Still, the governor’s focus on a more genteel style of politics has at times made for an uncomfortable fit in a Trump-dominated Republican Party.
Cox did not vote for or support Trump in 2016 or 2020 — calling Trump “dangerous” and saying he “represents the worst of what our great country stands for.” It wasn’t until 2024, following more gun violence — an assassination attempt on then-candidate Trump — and during Cox’s own bid for reelection, that Cox endorsed Trump for president.
In a lengthy letter to Trump at the time, Cox expressed his support based on the belief that God had spared Trump’s life and his belief that Trump could unite the country and help to bridge the political divides that exist.
Utah Democratic Party Chair Brian King, who ran against Cox for governor last year, said Cox has developed a pattern of behavior in which he alternates between following his own principles and, after he is criticized by the GOP’s MAGA base, “veering” to try to appease them.
“[He’s] someone who, I think, is really struggling to reconcile his conscience with the political realities of today’s Republican Party.

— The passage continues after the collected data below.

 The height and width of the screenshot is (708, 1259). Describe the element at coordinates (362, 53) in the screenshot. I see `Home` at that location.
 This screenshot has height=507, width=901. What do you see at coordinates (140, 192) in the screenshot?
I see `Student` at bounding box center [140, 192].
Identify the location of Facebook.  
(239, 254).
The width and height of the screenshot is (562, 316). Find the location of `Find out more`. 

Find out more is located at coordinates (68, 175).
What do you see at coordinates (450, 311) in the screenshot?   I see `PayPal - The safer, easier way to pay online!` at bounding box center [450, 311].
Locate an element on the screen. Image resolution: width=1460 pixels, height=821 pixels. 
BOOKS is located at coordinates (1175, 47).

And I think it’s an irreconcilable conflict,” King said. Cox’s attempt to mollify the base, King added, “lacks all credibility and you end up satisfying no one. I think that’s where Governor Cox is right now. He’s in no-man’s land.”
Reed Galen, a political strategist and co-founder of the never-Trump group The Lincoln Project, points to Cox’s maneuvering on transgender issues as an example of the governor’s squishiness.

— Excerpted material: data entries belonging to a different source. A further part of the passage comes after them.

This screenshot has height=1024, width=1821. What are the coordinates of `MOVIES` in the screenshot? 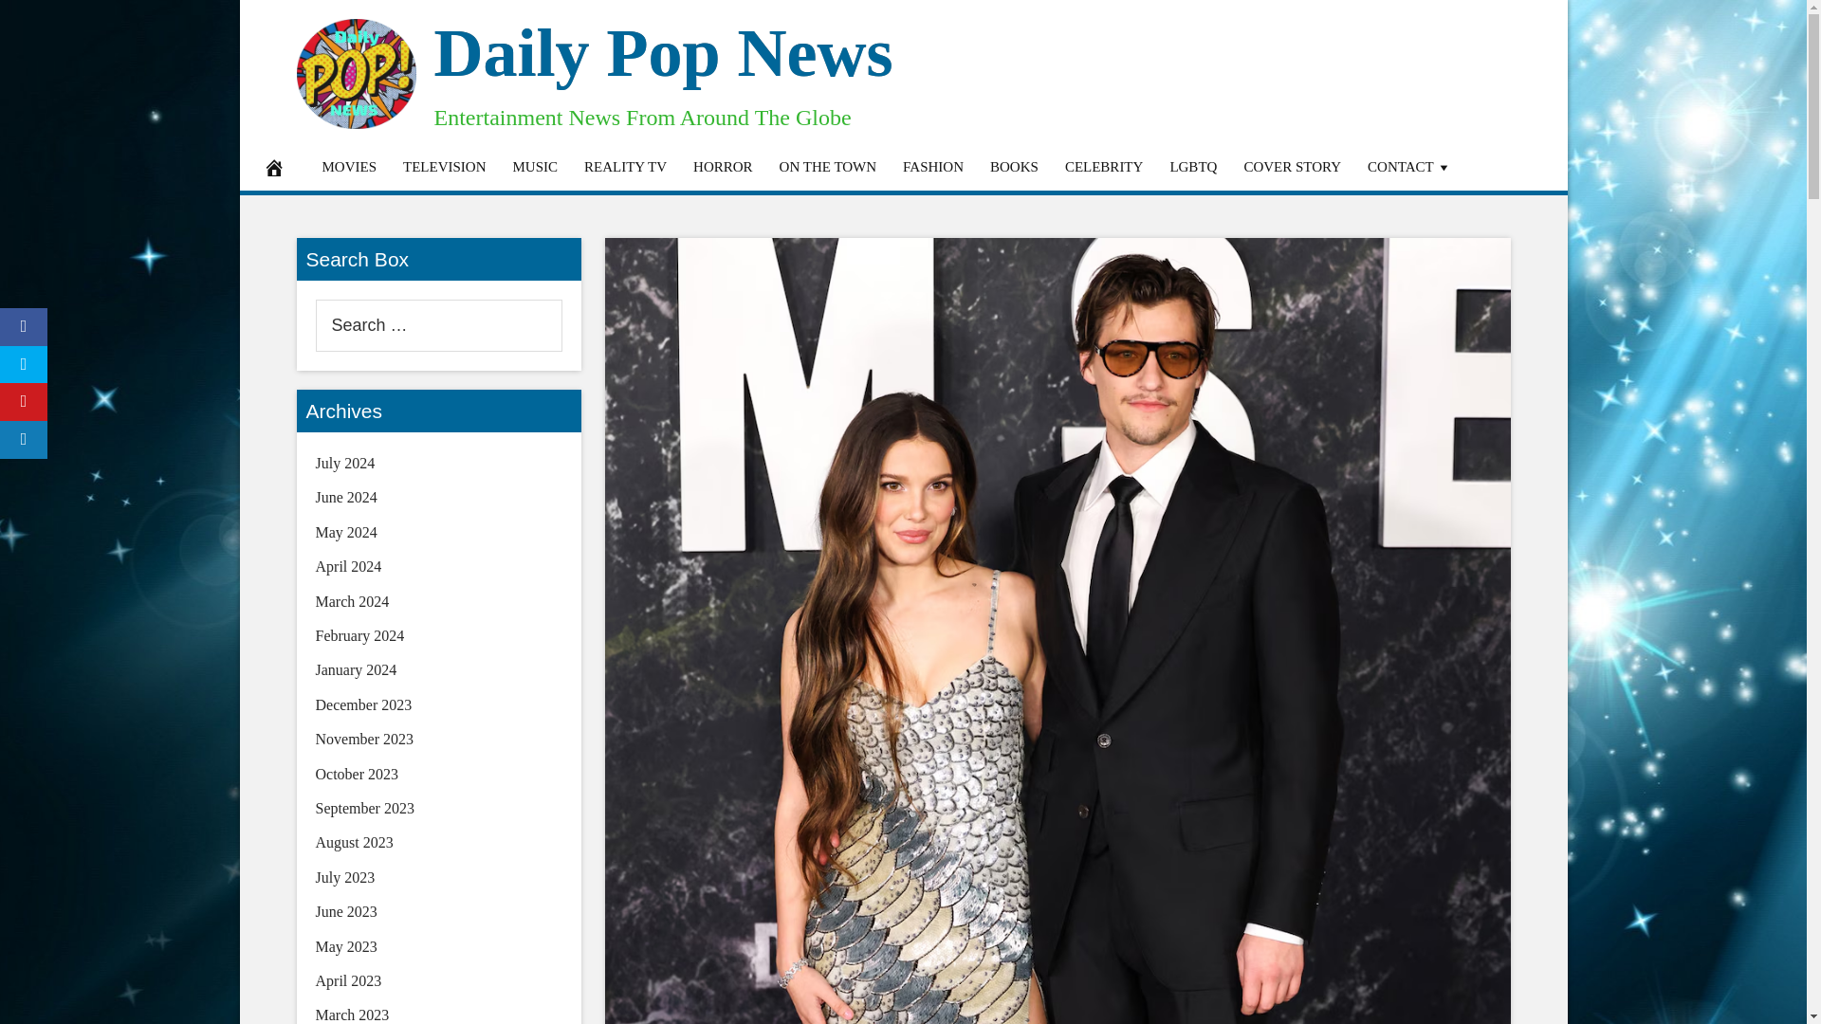 It's located at (350, 167).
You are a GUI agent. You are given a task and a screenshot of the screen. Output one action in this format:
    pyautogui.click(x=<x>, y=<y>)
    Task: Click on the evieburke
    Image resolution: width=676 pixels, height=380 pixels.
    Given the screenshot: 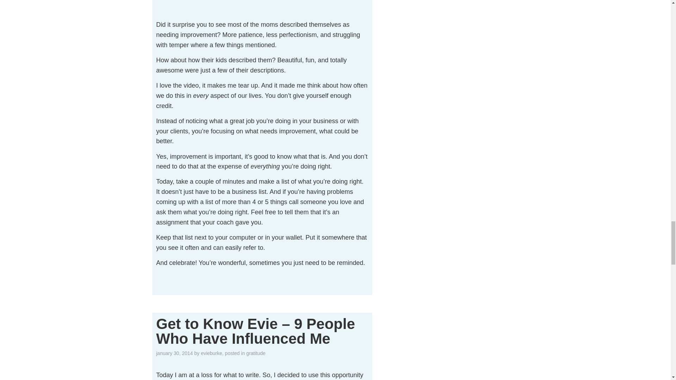 What is the action you would take?
    pyautogui.click(x=211, y=353)
    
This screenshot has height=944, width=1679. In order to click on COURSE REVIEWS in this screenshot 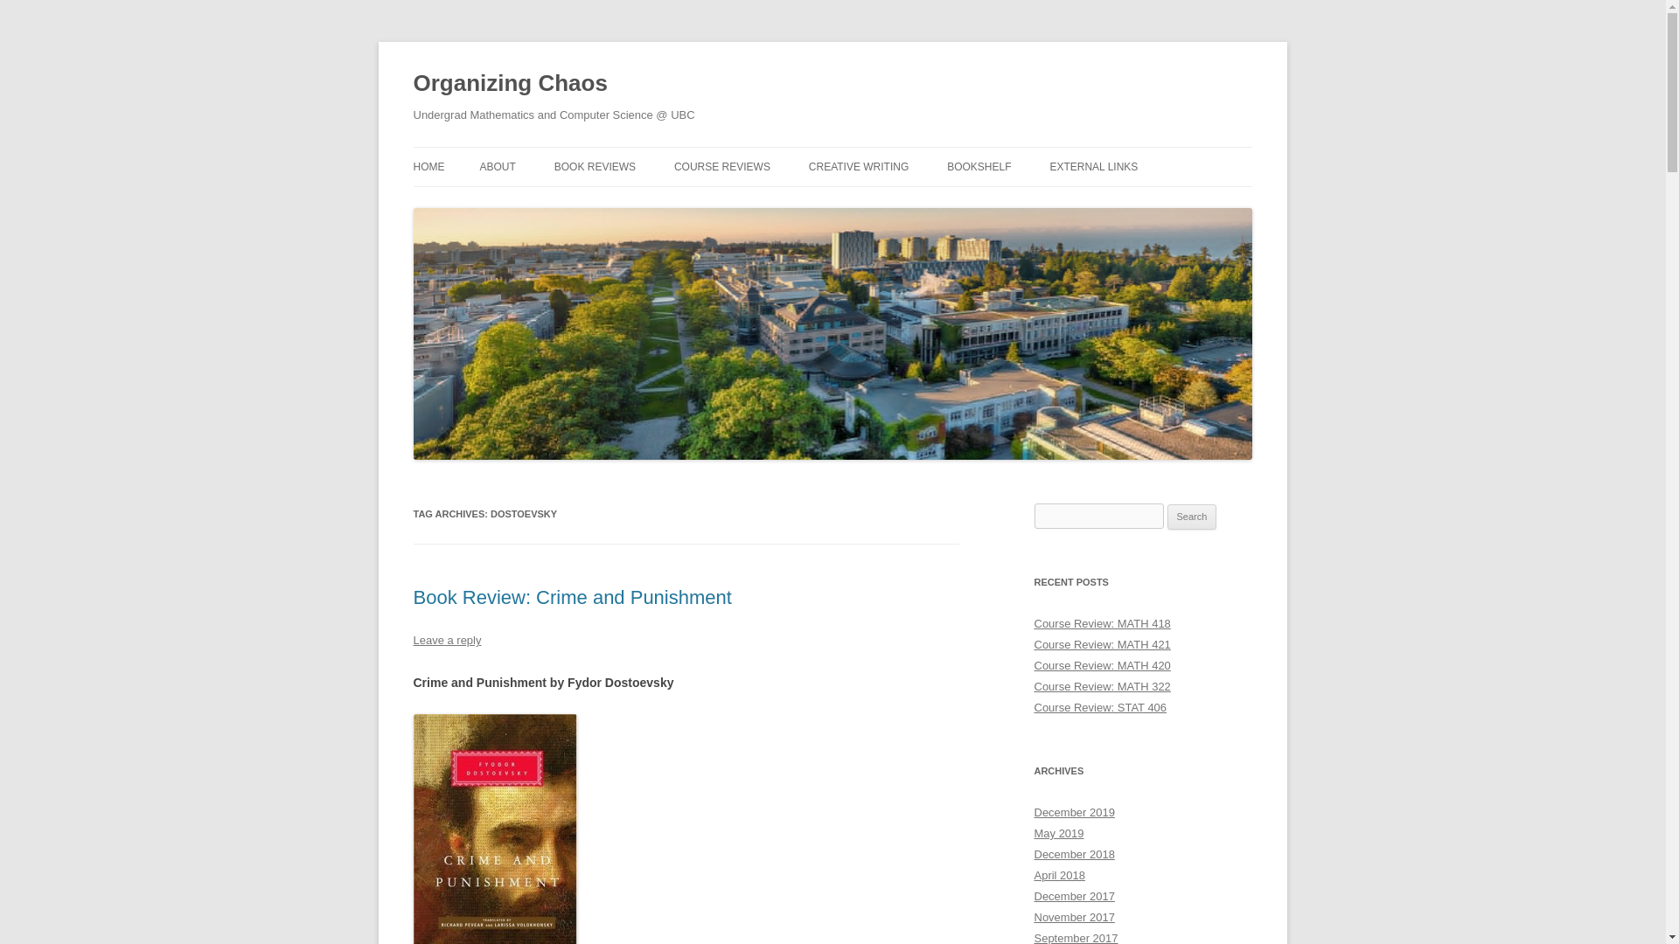, I will do `click(722, 166)`.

In his 2022 veto of the ban on transgender kids in school sports, Cox wrote a lengthy letter that, Galen said, was “as thoughtful an explanation as I’d seen from just about anybody,” regardless of political party.

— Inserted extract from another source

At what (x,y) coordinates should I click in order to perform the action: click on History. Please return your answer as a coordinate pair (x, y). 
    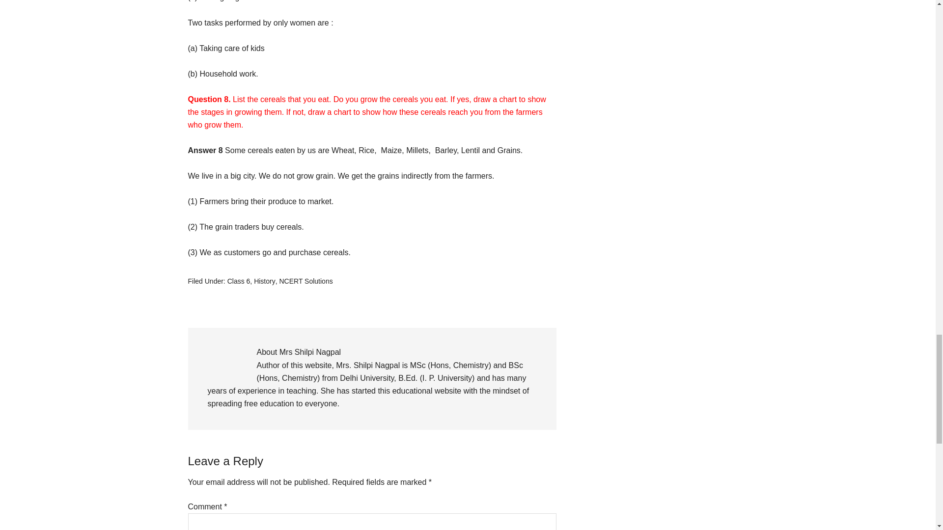
    Looking at the image, I should click on (264, 281).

But the Legislature overrode the veto, Cox took considerable political heat, and he has since signed legislation outlawing gender-affirming care for minors, limiting which restrooms transgender individuals can use and restricting access to college dorms for transgender students.
“He gets about 80% of the way down the road doing the right thing,” Galen said, “and then, at the last minute, decides, ‘Oh, am I being too decent?’ and feels like he has to get right with a wing of the party he’ll never be able to get right with.”
Whether Cox’s message of unity for the past week resonates with his party or the other remains to be seen. He has acknowledged in interviews that no governor and no president can change the national dialogue alone, but it has to change.
“We can return violence with violence. We can return hate with hate,” Cox said. “At some point, we have to find an off-ramp, or it’s going to get much, much worse. But see, these are choices that we can make. History will dictate if this is a turning point for our country. But every single one of us gets to choose right now if this is a turning point for us. We get to make decisions. We have our agency.”